I think the ideal would actually to be an action movie star. Someone like Matt Damon who make millions per picture and basically has to be in shape for a lot of his roles. Maybe not Matt Damon, since he also has to get fat for some roles, maybe Christian Bale. Yeah, that’s the ticket. I’d like to be like Christian Bale. Come to think of it, Shelley would probably like me to look more like Sr. Bale as well.

So there you have it, if you got a spare 100 grand and a lot of time on your hands, you can get a lot faster.

Cool map generator

I found a cool tool to help you create maps, which is very useful for tracking which states you’ve run in a visual way. This website allows you to enter six different groupings of states and pick the color and it will shade them in and create an image for you.The above image is what I generated. It shows the 43 states that I’ve run a marathon in. I’ve got 7 states and DC left.

Remaining states: Georgia, Kentucky, Nevada, Rhode Island, Tennessee, Utah, Vermont and Washington DC.

Hopefully all 50 will be done sometime next year. I really need to work out that schedule.

Magic Stretching for Dara Torres

As I get older and it takes longer to recover, I know that I should be stretching more. But I just can’t stand it. Intellectually I know my recovery would most likely improve as would my times, but I hate it. The above video shows what Dara Torres goes through in order to continue competing at an Olympic level even in her forties.

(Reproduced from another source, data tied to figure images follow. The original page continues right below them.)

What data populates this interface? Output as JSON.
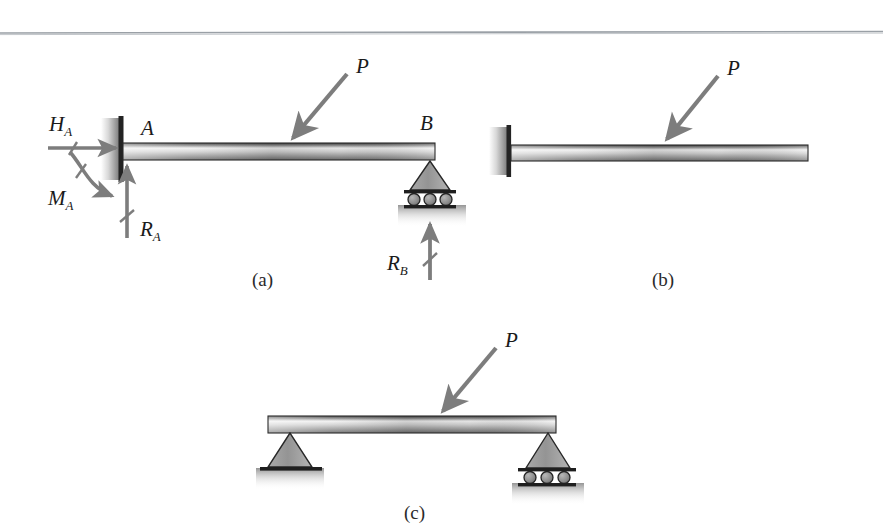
{
  "figure": {
    "page_rule": "horizontal-rule",
    "panels": [
      {
        "id": "a",
        "caption": "(a)",
        "type": "propped-cantilever-free-body-diagram",
        "node_labels": [
          "A",
          "B"
        ],
        "load_label": "P",
        "reaction_labels": [
          {
            "symbol": "H",
            "subscript": "A",
            "direction": "horizontal-right"
          },
          {
            "symbol": "M",
            "subscript": "A",
            "direction": "moment-clockwise"
          },
          {
            "symbol": "R",
            "subscript": "A",
            "direction": "vertical-up"
          },
          {
            "symbol": "R",
            "subscript": "B",
            "direction": "vertical-up"
          }
        ],
        "supports": [
          "fixed-wall",
          "roller"
        ]
      },
      {
        "id": "b",
        "caption": "(b)",
        "type": "cantilever-beam",
        "load_label": "P",
        "supports": [
          "fixed-wall"
        ]
      },
      {
        "id": "c",
        "caption": "(c)",
        "type": "simply-supported-beam",
        "load_label": "P",
        "supports": [
          "pin",
          "roller"
        ]
      }
    ]
  },
  "labels": {
    "a": {
      "node_a": "A",
      "node_b": "B",
      "load": "P",
      "h_a_symbol": "H",
      "h_a_sub": "A",
      "m_a_symbol": "M",
      "m_a_sub": "A",
      "r_a_symbol": "R",
      "r_a_sub": "A",
      "r_b_symbol": "R",
      "r_b_sub": "B",
      "caption": "(a)"
    },
    "b": {
      "load": "P",
      "caption": "(b)"
    },
    "c": {
      "load": "P",
      "caption": "(c)"
    }
  },
  "colors": {
    "beam_dark": "#4a4a4a",
    "beam_light": "#ededed",
    "arrow_gray": "#7d7d7d",
    "support_gray": "#9a9a9a",
    "outline": "#1c1c1c",
    "rule": "#9aa0a6",
    "text": "#1a1a1a"
  }
}
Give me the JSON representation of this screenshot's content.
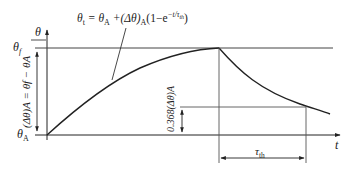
{
  "diagram": {
    "type": "temperature-rise-curve",
    "formula": {
      "lhs": "θ",
      "lhs_sub": "t",
      "rhs": " = θ",
      "rhs_sub1": "A",
      "rhs_mid": " +(Δθ)",
      "rhs_sub2": "A",
      "rhs_end": "(1−e",
      "exp": "−t/τ",
      "exp_sub": "th",
      "close": ")"
    },
    "y_axis_label": "θ",
    "x_axis_label": "t",
    "labels": {
      "theta_f": "θ",
      "theta_f_sub": "f",
      "theta_A": "θ",
      "theta_A_sub": "A",
      "delta_vertical": "(Δθ)A = θf − θA",
      "decay_fraction": "0.368(Δθ)A",
      "time_constant": "τ",
      "time_constant_sub": "th"
    },
    "colors": {
      "stroke": "#222222",
      "light_stroke": "#555555",
      "background": "#ffffff"
    }
  }
}
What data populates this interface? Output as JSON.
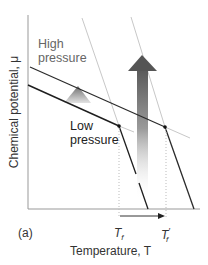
{
  "figure": {
    "panel_label": "(a)",
    "y_axis_label": "Chemical potential, μ",
    "x_axis_label": "Temperature, T",
    "curve_labels": {
      "high": "High\npressure",
      "high_line1": "High",
      "high_line2": "pressure",
      "low_line1": "Low",
      "low_line2": "pressure"
    },
    "tick_labels": {
      "t1_main": "T",
      "t1_sub": "f",
      "t1p_main": "T",
      "t1p_prime": "′",
      "t1p_sub": "f"
    },
    "annotations": [
      "large gradient arrow indicating increase in chemical potential with pressure",
      "small gradient triangle indicating shift of liquid line",
      "horizontal arrow from Tf to Tf′ indicating raised freezing point"
    ],
    "colors": {
      "dark_line": "#2b2b2b",
      "light_line": "#c8c8c8",
      "arrow_dark": "#555555",
      "text": "#333333"
    }
  }
}
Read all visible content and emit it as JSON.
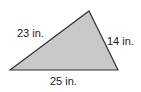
{
  "diagram": {
    "shape": "triangle",
    "fill_color": "#c8c8c8",
    "stroke_color": "#333333",
    "vertices": {
      "left": [
        10,
        70
      ],
      "top": [
        89,
        11
      ],
      "right": [
        118,
        70
      ]
    },
    "sides": [
      {
        "id": "left",
        "label": "23 in.",
        "length": 23,
        "unit": "in."
      },
      {
        "id": "right",
        "label": "14 in.",
        "length": 14,
        "unit": "in."
      },
      {
        "id": "bottom",
        "label": "25 in.",
        "length": 25,
        "unit": "in."
      }
    ]
  }
}
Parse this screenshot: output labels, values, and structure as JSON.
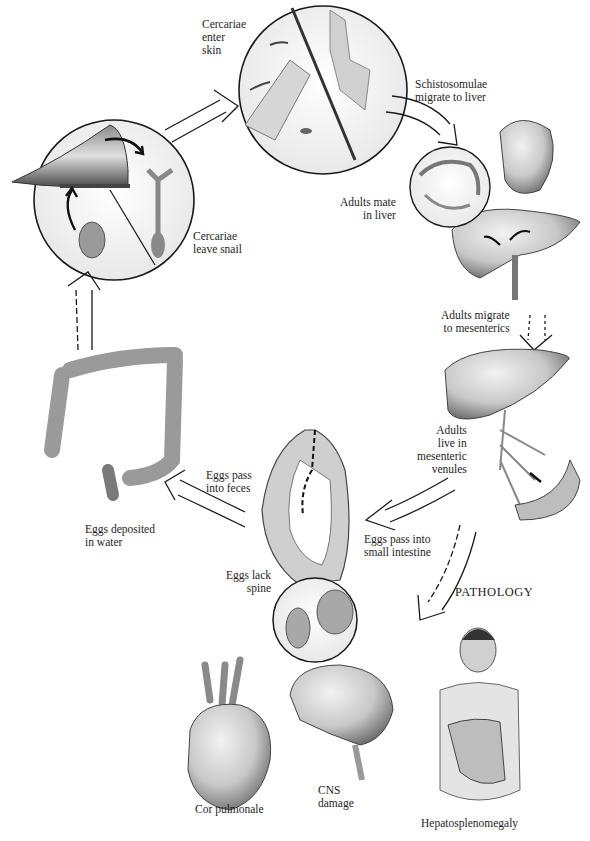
{
  "diagram": {
    "stages": [
      {
        "id": "cercariae-enter-skin",
        "label": "Cercariae\nenter\nskin"
      },
      {
        "id": "schistosomulae-migrate",
        "label": "Schistosomulae\nmigrate to liver"
      },
      {
        "id": "adults-mate-liver",
        "label": "Adults mate\nin liver"
      },
      {
        "id": "adults-migrate-mesenterics",
        "label": "Adults migrate\nto mesenterics"
      },
      {
        "id": "adults-live-venules",
        "label": "Adults\nlive in\nmesenteric\nvenules"
      },
      {
        "id": "eggs-small-intestine",
        "label": "Eggs pass into\nsmall intestine"
      },
      {
        "id": "eggs-lack-spine",
        "label": "Eggs lack\nspine"
      },
      {
        "id": "eggs-into-feces",
        "label": "Eggs pass\ninto feces"
      },
      {
        "id": "eggs-deposited-water",
        "label": "Eggs deposited\nin water"
      },
      {
        "id": "cercariae-leave-snail",
        "label": "Cercariae\nleave snail"
      }
    ],
    "pathology": {
      "heading": "PATHOLOGY",
      "items": [
        {
          "id": "cor-pulmonale",
          "label": "Cor pulmonale"
        },
        {
          "id": "cns-damage",
          "label": "CNS\ndamage"
        },
        {
          "id": "hepatosplenomegaly",
          "label": "Hepatosplenomegaly"
        }
      ]
    },
    "colors": {
      "outline": "#1a1a1a",
      "tissue_fill": "#d9d9d9",
      "tissue_shade": "#9a9a9a",
      "background": "#ffffff"
    }
  }
}
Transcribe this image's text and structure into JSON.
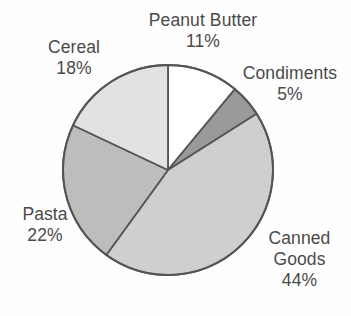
{
  "chart_data": {
    "type": "pie",
    "title": "",
    "subtitle": "",
    "xlabel": "",
    "ylabel": "",
    "legend_position": "none",
    "grid": false,
    "units": "percent",
    "start_angle_deg": 0,
    "direction": "clockwise",
    "categories": [
      "Peanut Butter",
      "Condiments",
      "Canned Goods",
      "Pasta",
      "Cereal"
    ],
    "values": [
      11,
      5,
      44,
      22,
      18
    ],
    "slices": [
      {
        "label": "Peanut Butter",
        "value": 11,
        "value_text": "11%",
        "color": "#ffffff",
        "start_deg": 0,
        "end_deg": 39.6
      },
      {
        "label": "Condiments",
        "value": 5,
        "value_text": "5%",
        "color": "#9a9a9a",
        "start_deg": 39.6,
        "end_deg": 57.6
      },
      {
        "label": "Canned Goods",
        "value": 44,
        "value_text": "44%",
        "color": "#cfcfcf",
        "start_deg": 57.6,
        "end_deg": 216.0
      },
      {
        "label": "Pasta",
        "value": 22,
        "value_text": "22%",
        "color": "#bdbdbd",
        "start_deg": 216.0,
        "end_deg": 295.2
      },
      {
        "label": "Cereal",
        "value": 18,
        "value_text": "18%",
        "color": "#e2e2e2",
        "start_deg": 295.2,
        "end_deg": 360.0
      }
    ]
  },
  "labels": {
    "peanut_butter": {
      "name": "Peanut Butter",
      "value": "11%"
    },
    "condiments": {
      "name": "Condiments",
      "value": "5%"
    },
    "canned_goods": {
      "name_line1": "Canned",
      "name_line2": "Goods",
      "value": "44%"
    },
    "pasta": {
      "name": "Pasta",
      "value": "22%"
    },
    "cereal": {
      "name": "Cereal",
      "value": "18%"
    }
  },
  "style": {
    "background": "#fefefe",
    "text_color": "#4a4a4a",
    "outline_color": "#555555"
  },
  "geometry": {
    "center_x": 168,
    "center_y": 170,
    "radius": 105
  }
}
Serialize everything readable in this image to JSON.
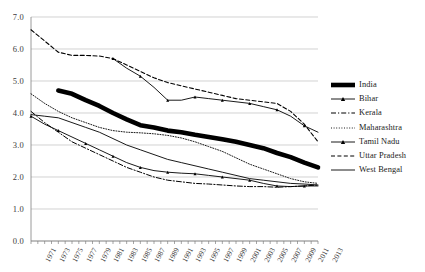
{
  "chart_data": {
    "type": "line",
    "title": "",
    "xlabel": "",
    "ylabel": "",
    "ylim": [
      0.0,
      7.0
    ],
    "ytick_labels": [
      "0.0",
      "1.0",
      "2.0",
      "3.0",
      "4.0",
      "5.0",
      "6.0",
      "7.0"
    ],
    "ytick_values": [
      0.0,
      1.0,
      2.0,
      3.0,
      4.0,
      5.0,
      6.0,
      7.0
    ],
    "grid": "horizontal",
    "legend_position": "right",
    "x": [
      1971,
      1972,
      1973,
      1974,
      1975,
      1976,
      1977,
      1978,
      1979,
      1980,
      1981,
      1982,
      1983,
      1984,
      1985,
      1986,
      1987,
      1988,
      1989,
      1990,
      1991,
      1992,
      1993,
      1994,
      1995,
      1996,
      1997,
      1998,
      1999,
      2000,
      2001,
      2002,
      2003,
      2004,
      2005,
      2006,
      2007,
      2008,
      2009,
      2010,
      2011,
      2012,
      2013
    ],
    "xtick_labels": [
      "1971",
      "1973",
      "1975",
      "1977",
      "1979",
      "1981",
      "1983",
      "1985",
      "1987",
      "1989",
      "1991",
      "1993",
      "1995",
      "1997",
      "1999",
      "2001",
      "2003",
      "2005",
      "2007",
      "2009",
      "2011",
      "2013"
    ],
    "series": [
      {
        "name": "India",
        "style": "thick-solid",
        "x": [
          1975,
          1977,
          1979,
          1981,
          1983,
          1985,
          1987,
          1989,
          1991,
          1993,
          1995,
          1997,
          1999,
          2001,
          2003,
          2005,
          2007,
          2009,
          2011,
          2013
        ],
        "values": [
          4.7,
          4.6,
          4.4,
          4.22,
          4.0,
          3.8,
          3.62,
          3.55,
          3.45,
          3.4,
          3.32,
          3.25,
          3.18,
          3.1,
          3.0,
          2.9,
          2.75,
          2.62,
          2.45,
          2.3
        ]
      },
      {
        "name": "Bihar",
        "style": "solid-marker",
        "x": [
          1983,
          1985,
          1987,
          1989,
          1991,
          1993,
          1995,
          1997,
          1999,
          2001,
          2003,
          2005,
          2007,
          2009,
          2011,
          2013
        ],
        "values": [
          5.7,
          5.4,
          5.15,
          4.8,
          4.4,
          4.4,
          4.5,
          4.45,
          4.4,
          4.35,
          4.3,
          4.2,
          4.1,
          3.9,
          3.6,
          3.4
        ]
      },
      {
        "name": "Kerala",
        "style": "dashdot",
        "x": [
          1971,
          1973,
          1975,
          1977,
          1979,
          1981,
          1983,
          1985,
          1987,
          1989,
          1991,
          1993,
          1995,
          1997,
          1999,
          2001,
          2003,
          2005,
          2007,
          2009,
          2011,
          2013
        ],
        "values": [
          4.05,
          3.7,
          3.4,
          3.1,
          2.9,
          2.7,
          2.5,
          2.3,
          2.15,
          2.0,
          1.9,
          1.85,
          1.8,
          1.78,
          1.75,
          1.72,
          1.7,
          1.7,
          1.68,
          1.7,
          1.72,
          1.75
        ]
      },
      {
        "name": "Maharashtra",
        "style": "dotted",
        "x": [
          1971,
          1973,
          1975,
          1977,
          1979,
          1981,
          1983,
          1985,
          1987,
          1989,
          1991,
          1993,
          1995,
          1997,
          1999,
          2001,
          2003,
          2005,
          2007,
          2009,
          2011,
          2013
        ],
        "values": [
          4.6,
          4.3,
          4.05,
          3.85,
          3.7,
          3.55,
          3.45,
          3.4,
          3.38,
          3.35,
          3.3,
          3.22,
          3.1,
          2.95,
          2.8,
          2.6,
          2.4,
          2.25,
          2.1,
          1.95,
          1.85,
          1.8
        ]
      },
      {
        "name": "Tamil Nadu",
        "style": "solid-marker2",
        "x": [
          1971,
          1973,
          1975,
          1977,
          1979,
          1981,
          1983,
          1985,
          1987,
          1989,
          1991,
          1993,
          1995,
          1997,
          1999,
          2001,
          2003,
          2005,
          2007,
          2009,
          2011,
          2013
        ],
        "values": [
          3.9,
          3.65,
          3.45,
          3.25,
          3.05,
          2.85,
          2.65,
          2.45,
          2.3,
          2.2,
          2.15,
          2.12,
          2.1,
          2.05,
          2.0,
          1.95,
          1.9,
          1.8,
          1.72,
          1.7,
          1.72,
          1.72
        ]
      },
      {
        "name": "Uttar Pradesh",
        "style": "dashed",
        "x": [
          1971,
          1973,
          1975,
          1977,
          1979,
          1981,
          1983,
          1985,
          1987,
          1989,
          1991,
          1993,
          1995,
          1997,
          1999,
          2001,
          2003,
          2005,
          2007,
          2009,
          2011,
          2013
        ],
        "values": [
          6.6,
          6.25,
          5.9,
          5.8,
          5.8,
          5.78,
          5.7,
          5.5,
          5.3,
          5.1,
          4.95,
          4.85,
          4.75,
          4.65,
          4.55,
          4.45,
          4.4,
          4.35,
          4.3,
          4.05,
          3.65,
          3.1
        ]
      },
      {
        "name": "West Bengal",
        "style": "solid",
        "x": [
          1971,
          1973,
          1975,
          1977,
          1979,
          1981,
          1983,
          1985,
          1987,
          1989,
          1991,
          1993,
          1995,
          1997,
          1999,
          2001,
          2003,
          2005,
          2007,
          2009,
          2011,
          2013
        ],
        "values": [
          3.95,
          3.9,
          3.85,
          3.7,
          3.55,
          3.4,
          3.2,
          3.0,
          2.85,
          2.7,
          2.55,
          2.45,
          2.35,
          2.25,
          2.15,
          2.05,
          1.95,
          1.9,
          1.85,
          1.8,
          1.78,
          1.75
        ]
      }
    ],
    "legend": [
      {
        "label": "India",
        "style": "thick-solid"
      },
      {
        "label": "Bihar",
        "style": "solid-marker"
      },
      {
        "label": "Kerala",
        "style": "dashdot"
      },
      {
        "label": "Maharashtra",
        "style": "dotted"
      },
      {
        "label": "Tamil Nadu",
        "style": "solid-marker2"
      },
      {
        "label": "Uttar Pradesh",
        "style": "dashed"
      },
      {
        "label": "West Bengal",
        "style": "solid"
      }
    ],
    "colors": {
      "line": "#000000",
      "grid": "#bfbfbf",
      "axis": "#808080",
      "text": "#1a1a1a"
    }
  }
}
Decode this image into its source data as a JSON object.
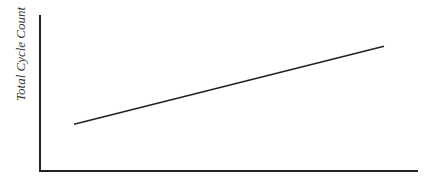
{
  "chart_data": {
    "type": "line",
    "title": "",
    "xlabel": "",
    "ylabel": "Total Cycle Count",
    "grid": false,
    "legend": null,
    "series": [
      {
        "name": "Total Cycle Count",
        "x": [
          0.09,
          0.91
        ],
        "values": [
          0.3,
          0.8
        ]
      }
    ],
    "xlim": [
      0,
      1
    ],
    "ylim": [
      0,
      1
    ],
    "ticks": "none",
    "colors": {
      "line": "#222222",
      "axes": "#222222",
      "text": "#333333"
    }
  }
}
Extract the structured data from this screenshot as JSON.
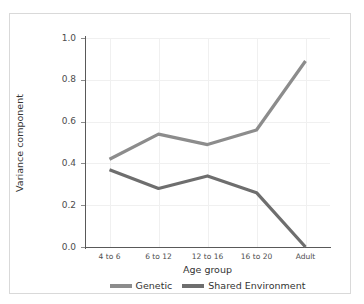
{
  "chart_data": {
    "type": "line",
    "title": "",
    "subtitle": "",
    "xlabel": "Age group",
    "ylabel": "Variance component",
    "categories": [
      "4 to 6",
      "6 to 12",
      "12 to 16",
      "16 to 20",
      "Adult"
    ],
    "ylim": [
      0.0,
      1.0
    ],
    "yticks": [
      "0.0",
      "0.2",
      "0.4",
      "0.6",
      "0.8",
      "1.0"
    ],
    "ytick_values": [
      0.0,
      0.2,
      0.4,
      0.6,
      0.8,
      1.0
    ],
    "grid": true,
    "legend_position": "bottom",
    "series": [
      {
        "name": "Genetic",
        "color": "#8c8c8c",
        "values": [
          0.42,
          0.54,
          0.49,
          0.56,
          0.89
        ]
      },
      {
        "name": "Shared Environment",
        "color": "#6e6e6e",
        "values": [
          0.37,
          0.28,
          0.34,
          0.26,
          0.0
        ]
      }
    ]
  },
  "style": {
    "frame_color": "#d9d9d9",
    "axis_color": "#595959",
    "grid_color": "#f0f0f0",
    "background": "#ffffff",
    "tick_label_color": "#4d4d4d",
    "axis_title_color": "#333333"
  }
}
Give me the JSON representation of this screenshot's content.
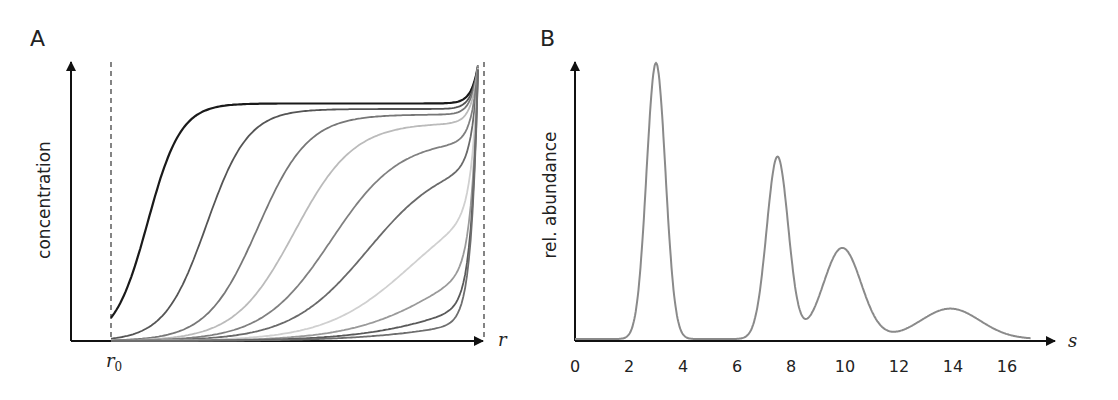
{
  "panels": {
    "a": {
      "letter": "A",
      "ylabel": "concentration",
      "xlabel": "r",
      "r0_label": "r",
      "r0_sub": "0"
    },
    "b": {
      "letter": "B",
      "ylabel": "rel. abundance",
      "xlabel": "s",
      "ticks": [
        "0",
        "2",
        "4",
        "6",
        "8",
        "10",
        "12",
        "14",
        "16"
      ]
    }
  },
  "chart_data": [
    {
      "type": "line",
      "title": "A",
      "xlabel": "r",
      "ylabel": "concentration",
      "annotations": [
        "r0 (meniscus, dashed line)",
        "cell bottom (dashed line)"
      ],
      "description": "Sedimentation boundary profiles at successive times; sigmoidal boundaries move from r0 toward the cell bottom, plateau decreasing over time, steep rise at the bottom",
      "series": [
        {
          "name": "t1",
          "color": "#1a1a1a",
          "midpoint_frac": 0.1,
          "plateau_frac": 0.86
        },
        {
          "name": "t2",
          "color": "#555555",
          "midpoint_frac": 0.26,
          "plateau_frac": 0.84
        },
        {
          "name": "t3",
          "color": "#777777",
          "midpoint_frac": 0.4,
          "plateau_frac": 0.82
        },
        {
          "name": "t4",
          "color": "#bbbbbb",
          "midpoint_frac": 0.5,
          "plateau_frac": 0.79
        },
        {
          "name": "t5",
          "color": "#808080",
          "midpoint_frac": 0.6,
          "plateau_frac": 0.73
        },
        {
          "name": "t6",
          "color": "#6a6a6a",
          "midpoint_frac": 0.7,
          "plateau_frac": 0.66
        },
        {
          "name": "t7",
          "color": "#d0d0d0",
          "midpoint_frac": 0.82,
          "plateau_frac": 0.55
        },
        {
          "name": "t8",
          "color": "#9a9a9a",
          "midpoint_frac": 0.92,
          "plateau_frac": 0.4
        },
        {
          "name": "t9",
          "color": "#5a5a5a",
          "midpoint_frac": 0.98,
          "plateau_frac": 0.25
        },
        {
          "name": "t10",
          "color": "#6e6e6e",
          "midpoint_frac": 1.02,
          "plateau_frac": 0.15
        }
      ]
    },
    {
      "type": "line",
      "title": "B",
      "xlabel": "s",
      "ylabel": "rel. abundance",
      "xlim": [
        0,
        17
      ],
      "xticks": [
        0,
        2,
        4,
        6,
        8,
        10,
        12,
        14,
        16
      ],
      "peaks": [
        {
          "s": 3.0,
          "height": 1.0,
          "width": 0.35
        },
        {
          "s": 7.5,
          "height": 0.66,
          "width": 0.4
        },
        {
          "s": 9.9,
          "height": 0.33,
          "width": 0.7
        },
        {
          "s": 13.9,
          "height": 0.11,
          "width": 1.1
        }
      ],
      "line_color": "#8a8a8a"
    }
  ]
}
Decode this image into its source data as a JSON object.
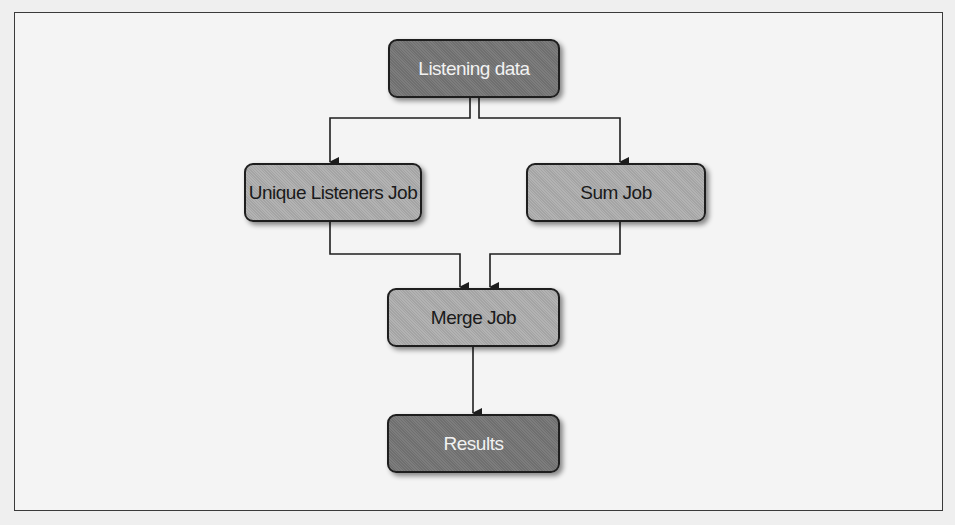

She spends 8 hours a day doing resistance stretching, and it looks like it takes as many as 3 people to fully work her out. I think I would be way more into stretching if someone else did it for me, as I am basically lazy. The people I know that do Yoga all love it, but I hate it. I am assuming that at some point you reach the tipping point where the stretching becomes enjoyable once you start sucking less getting better.

If anyone wants to volunteer to stretch me out, let me know. Haha.